August Industrial Production: Overall Neutral Trend Continues
So much is imported that industrial production is much less central to the US economic picture than it was before the “China shock,” but it remains an important if diminished economic indicator. It has been trending generally sideways this year, and that trend continued in August.
Headline industrial production (blue in the graph below) rose 0.1%% in August, but after revisions to prior months, the net was a decline of -0.1% compared with the initial reading last month for July. Manufacturing production (red) increased 0.3%, but after revisions was up 0.2% compared with the initial reading for July:
Total production has not exceeded its post-pandemic high in June, but with its increase this month manufacturing production is now the highest since early 2019.

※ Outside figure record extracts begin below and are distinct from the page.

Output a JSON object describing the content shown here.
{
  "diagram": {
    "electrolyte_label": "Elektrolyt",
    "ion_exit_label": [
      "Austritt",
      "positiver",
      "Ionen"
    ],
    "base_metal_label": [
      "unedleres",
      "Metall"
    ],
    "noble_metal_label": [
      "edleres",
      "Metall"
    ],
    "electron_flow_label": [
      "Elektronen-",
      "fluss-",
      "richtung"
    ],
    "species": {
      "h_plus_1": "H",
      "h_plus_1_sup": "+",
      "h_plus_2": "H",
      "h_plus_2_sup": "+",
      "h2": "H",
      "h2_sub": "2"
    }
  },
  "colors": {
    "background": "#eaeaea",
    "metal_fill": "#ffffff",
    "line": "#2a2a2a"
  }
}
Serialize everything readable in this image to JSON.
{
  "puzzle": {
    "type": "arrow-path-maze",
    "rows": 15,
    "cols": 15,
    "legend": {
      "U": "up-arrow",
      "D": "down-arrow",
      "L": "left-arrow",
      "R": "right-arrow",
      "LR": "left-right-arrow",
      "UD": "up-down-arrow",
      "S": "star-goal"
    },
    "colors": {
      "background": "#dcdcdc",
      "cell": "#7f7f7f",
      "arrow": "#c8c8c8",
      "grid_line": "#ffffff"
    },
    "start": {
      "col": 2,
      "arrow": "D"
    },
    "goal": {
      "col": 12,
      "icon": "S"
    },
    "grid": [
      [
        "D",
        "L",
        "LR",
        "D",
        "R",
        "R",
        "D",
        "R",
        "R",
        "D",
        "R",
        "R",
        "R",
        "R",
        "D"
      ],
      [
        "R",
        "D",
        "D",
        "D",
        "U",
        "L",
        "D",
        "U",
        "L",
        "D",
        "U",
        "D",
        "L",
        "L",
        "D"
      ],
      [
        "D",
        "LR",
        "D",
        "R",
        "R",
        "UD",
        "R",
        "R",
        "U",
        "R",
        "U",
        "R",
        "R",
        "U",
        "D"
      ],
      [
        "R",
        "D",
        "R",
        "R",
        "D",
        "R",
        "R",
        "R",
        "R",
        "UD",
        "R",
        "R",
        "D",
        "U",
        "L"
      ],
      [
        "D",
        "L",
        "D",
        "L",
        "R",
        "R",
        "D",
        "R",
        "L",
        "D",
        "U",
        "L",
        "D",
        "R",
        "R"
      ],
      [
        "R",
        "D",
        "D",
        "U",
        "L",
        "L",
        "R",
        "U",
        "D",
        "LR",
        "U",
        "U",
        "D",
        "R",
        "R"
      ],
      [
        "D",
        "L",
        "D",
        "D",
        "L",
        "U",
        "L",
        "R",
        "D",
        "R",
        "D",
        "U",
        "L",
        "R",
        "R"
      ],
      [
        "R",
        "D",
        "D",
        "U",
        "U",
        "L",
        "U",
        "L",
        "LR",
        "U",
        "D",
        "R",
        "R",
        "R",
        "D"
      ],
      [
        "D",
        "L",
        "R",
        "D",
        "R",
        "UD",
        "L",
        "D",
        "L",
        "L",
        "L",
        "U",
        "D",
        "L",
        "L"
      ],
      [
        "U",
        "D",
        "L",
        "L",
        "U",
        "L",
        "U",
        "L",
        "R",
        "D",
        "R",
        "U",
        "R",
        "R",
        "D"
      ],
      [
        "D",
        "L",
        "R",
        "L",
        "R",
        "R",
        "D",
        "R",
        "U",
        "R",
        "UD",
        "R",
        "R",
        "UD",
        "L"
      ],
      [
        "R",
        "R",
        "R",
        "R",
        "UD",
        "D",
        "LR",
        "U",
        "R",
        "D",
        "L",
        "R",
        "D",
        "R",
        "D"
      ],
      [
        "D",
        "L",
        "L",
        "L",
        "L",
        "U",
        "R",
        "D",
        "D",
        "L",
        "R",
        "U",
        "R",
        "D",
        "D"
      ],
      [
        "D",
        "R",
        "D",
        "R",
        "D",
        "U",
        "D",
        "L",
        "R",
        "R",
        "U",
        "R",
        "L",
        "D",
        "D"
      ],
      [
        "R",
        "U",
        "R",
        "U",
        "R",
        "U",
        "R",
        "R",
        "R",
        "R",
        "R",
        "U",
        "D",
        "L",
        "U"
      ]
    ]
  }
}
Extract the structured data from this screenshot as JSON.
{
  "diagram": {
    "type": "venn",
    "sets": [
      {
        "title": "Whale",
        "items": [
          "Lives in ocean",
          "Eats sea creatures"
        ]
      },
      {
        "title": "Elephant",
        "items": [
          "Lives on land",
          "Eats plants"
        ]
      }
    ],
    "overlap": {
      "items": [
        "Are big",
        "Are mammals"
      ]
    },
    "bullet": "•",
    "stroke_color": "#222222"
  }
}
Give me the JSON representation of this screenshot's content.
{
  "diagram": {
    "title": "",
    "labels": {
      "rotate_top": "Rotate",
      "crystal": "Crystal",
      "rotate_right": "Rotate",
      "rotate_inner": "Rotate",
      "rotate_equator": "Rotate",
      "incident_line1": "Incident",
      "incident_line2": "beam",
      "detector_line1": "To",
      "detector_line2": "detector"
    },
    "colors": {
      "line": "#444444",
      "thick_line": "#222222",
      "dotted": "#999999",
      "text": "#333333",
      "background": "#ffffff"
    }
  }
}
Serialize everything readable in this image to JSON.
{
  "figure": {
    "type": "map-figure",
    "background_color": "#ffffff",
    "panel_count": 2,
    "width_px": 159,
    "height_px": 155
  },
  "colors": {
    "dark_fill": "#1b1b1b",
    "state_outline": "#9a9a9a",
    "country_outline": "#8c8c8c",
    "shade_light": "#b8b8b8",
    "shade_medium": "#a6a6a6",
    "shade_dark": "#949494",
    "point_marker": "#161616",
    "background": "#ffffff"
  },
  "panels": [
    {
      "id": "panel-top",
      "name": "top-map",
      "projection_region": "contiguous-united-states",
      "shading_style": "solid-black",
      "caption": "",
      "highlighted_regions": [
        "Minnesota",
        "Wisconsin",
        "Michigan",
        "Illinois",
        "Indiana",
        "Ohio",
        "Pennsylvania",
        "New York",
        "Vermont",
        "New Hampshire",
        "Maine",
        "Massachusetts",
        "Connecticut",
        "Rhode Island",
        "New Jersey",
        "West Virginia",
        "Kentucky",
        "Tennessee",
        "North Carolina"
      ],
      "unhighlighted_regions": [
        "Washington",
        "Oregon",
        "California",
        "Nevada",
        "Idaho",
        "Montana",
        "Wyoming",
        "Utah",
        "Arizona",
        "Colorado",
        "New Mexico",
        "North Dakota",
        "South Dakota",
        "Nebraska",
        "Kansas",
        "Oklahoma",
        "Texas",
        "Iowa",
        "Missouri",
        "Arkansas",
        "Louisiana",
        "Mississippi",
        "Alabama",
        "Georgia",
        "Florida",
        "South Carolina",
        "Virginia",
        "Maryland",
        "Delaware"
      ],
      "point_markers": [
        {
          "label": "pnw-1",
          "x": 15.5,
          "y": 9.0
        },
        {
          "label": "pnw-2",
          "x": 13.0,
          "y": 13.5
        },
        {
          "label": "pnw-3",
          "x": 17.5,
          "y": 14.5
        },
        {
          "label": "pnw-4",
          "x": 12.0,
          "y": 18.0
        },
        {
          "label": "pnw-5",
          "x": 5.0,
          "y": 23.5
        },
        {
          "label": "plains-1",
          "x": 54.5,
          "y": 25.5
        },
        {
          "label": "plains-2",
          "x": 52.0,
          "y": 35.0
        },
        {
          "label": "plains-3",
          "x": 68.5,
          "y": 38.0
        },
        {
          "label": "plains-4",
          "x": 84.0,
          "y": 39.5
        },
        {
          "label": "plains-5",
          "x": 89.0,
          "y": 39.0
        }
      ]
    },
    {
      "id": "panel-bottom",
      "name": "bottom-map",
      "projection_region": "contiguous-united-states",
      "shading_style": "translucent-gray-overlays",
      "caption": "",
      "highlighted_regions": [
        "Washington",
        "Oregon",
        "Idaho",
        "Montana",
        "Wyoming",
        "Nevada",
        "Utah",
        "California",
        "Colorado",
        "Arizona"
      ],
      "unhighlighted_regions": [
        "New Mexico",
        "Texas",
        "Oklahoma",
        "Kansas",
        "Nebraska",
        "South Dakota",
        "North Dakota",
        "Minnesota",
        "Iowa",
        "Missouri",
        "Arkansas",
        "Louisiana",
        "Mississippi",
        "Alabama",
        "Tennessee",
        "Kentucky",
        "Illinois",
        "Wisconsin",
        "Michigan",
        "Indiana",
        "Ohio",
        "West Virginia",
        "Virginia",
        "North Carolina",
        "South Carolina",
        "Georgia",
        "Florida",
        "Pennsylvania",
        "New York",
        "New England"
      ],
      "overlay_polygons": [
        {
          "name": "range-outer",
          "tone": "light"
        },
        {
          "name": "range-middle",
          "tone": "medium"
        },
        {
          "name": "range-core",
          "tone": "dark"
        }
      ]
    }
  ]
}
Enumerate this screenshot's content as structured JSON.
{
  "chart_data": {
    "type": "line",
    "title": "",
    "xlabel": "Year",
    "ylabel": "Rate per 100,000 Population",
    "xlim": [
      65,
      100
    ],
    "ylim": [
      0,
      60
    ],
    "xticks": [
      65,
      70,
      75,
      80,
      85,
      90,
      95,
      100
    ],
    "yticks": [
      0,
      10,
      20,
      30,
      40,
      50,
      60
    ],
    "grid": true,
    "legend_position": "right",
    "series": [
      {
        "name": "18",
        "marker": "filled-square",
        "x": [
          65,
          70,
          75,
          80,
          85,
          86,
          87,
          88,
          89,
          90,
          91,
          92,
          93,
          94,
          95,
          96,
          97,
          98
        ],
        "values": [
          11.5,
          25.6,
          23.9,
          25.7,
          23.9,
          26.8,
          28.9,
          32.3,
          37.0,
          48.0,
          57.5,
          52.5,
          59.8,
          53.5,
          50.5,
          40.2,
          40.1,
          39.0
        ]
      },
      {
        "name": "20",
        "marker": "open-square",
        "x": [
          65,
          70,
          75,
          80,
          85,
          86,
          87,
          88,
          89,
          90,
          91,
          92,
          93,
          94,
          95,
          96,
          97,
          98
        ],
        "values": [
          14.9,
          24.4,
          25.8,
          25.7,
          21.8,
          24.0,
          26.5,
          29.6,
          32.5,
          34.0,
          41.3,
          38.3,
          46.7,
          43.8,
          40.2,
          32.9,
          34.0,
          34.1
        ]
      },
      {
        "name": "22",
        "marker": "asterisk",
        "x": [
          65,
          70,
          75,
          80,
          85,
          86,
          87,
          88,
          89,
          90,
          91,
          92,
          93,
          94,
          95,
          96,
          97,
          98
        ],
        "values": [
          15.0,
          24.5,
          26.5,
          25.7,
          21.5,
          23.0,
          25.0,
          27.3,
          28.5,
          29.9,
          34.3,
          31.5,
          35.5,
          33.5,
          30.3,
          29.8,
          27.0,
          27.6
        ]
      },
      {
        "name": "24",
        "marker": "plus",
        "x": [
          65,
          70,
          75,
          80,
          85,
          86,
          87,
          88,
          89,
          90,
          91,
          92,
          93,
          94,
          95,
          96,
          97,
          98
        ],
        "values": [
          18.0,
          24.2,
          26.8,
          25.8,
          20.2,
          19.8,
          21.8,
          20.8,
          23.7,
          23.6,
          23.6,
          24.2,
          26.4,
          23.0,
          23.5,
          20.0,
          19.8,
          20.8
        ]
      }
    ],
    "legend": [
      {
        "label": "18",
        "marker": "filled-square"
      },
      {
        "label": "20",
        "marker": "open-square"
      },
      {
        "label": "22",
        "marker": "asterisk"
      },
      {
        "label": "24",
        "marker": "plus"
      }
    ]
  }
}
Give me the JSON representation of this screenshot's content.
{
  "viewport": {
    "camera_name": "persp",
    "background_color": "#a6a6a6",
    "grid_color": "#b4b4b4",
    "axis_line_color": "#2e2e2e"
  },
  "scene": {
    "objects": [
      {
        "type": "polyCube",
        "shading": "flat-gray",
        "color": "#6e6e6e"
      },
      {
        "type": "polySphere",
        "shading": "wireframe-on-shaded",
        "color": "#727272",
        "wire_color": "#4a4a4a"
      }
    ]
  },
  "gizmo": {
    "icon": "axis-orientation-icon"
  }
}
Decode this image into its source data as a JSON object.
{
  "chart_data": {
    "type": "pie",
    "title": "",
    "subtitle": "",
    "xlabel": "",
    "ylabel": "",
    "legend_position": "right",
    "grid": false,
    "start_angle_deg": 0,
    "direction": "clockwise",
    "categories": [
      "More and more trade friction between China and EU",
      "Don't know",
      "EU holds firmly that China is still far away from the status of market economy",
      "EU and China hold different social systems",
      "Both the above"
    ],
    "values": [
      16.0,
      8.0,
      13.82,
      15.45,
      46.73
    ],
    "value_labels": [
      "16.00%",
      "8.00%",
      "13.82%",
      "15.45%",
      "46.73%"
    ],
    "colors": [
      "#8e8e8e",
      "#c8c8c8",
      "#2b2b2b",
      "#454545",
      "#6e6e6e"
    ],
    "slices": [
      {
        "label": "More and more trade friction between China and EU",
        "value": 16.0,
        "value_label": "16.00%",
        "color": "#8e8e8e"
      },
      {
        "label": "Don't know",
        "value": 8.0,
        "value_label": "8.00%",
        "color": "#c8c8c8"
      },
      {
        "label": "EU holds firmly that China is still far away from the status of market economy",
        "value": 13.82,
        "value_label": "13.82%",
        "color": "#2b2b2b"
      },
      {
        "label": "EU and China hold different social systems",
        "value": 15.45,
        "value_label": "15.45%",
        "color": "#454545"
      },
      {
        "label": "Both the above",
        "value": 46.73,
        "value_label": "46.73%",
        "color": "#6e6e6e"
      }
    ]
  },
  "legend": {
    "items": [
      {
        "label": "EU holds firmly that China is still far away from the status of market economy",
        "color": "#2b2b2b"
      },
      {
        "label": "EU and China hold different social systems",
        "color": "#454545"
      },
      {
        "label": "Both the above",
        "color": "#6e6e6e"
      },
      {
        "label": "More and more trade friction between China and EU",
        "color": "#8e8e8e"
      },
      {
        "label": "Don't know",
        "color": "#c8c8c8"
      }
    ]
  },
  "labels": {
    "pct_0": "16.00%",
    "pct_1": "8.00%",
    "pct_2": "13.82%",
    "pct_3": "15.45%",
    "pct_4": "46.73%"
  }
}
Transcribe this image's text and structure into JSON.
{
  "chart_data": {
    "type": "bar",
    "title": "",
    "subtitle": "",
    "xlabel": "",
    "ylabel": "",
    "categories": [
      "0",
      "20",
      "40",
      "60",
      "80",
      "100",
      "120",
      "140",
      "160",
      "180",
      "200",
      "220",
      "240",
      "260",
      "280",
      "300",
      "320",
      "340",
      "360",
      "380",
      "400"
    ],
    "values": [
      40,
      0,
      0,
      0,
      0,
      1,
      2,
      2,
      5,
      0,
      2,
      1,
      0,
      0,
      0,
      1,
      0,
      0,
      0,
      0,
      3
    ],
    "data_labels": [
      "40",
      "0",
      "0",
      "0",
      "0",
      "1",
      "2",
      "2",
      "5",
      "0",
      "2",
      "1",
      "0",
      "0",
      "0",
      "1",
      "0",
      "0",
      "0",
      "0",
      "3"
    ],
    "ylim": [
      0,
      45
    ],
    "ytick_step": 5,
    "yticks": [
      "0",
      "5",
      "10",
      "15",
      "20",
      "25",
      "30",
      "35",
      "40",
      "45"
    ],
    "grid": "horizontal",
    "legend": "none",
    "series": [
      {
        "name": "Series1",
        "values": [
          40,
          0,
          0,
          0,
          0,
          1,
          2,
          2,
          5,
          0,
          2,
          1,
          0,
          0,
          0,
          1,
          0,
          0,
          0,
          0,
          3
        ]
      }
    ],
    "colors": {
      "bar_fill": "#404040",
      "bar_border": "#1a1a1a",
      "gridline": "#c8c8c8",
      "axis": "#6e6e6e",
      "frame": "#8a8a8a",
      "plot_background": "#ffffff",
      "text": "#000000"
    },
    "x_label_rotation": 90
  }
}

Updating my graph from yesterday, mixing production (gold, left scale) increased 1.1% for the month, but remains below its June peak, while utility production (yellow, narrow, right scale) declined -0.8%:
The overall trend in the past six months remains flat to slightly increasing, after strong increases in 2024 into the beginning of this year.
Nevertheless, my conclusion this month remains the similar as it was last month, when I wrote: “Along with retail sales, this is the second coincident positive for the economy this morning.” Because after revisions total industrial production declined -0.1% this month vs. July, they are neutral vs. positive, but the net of both is that, unless and until consumers pull back, there is no recession.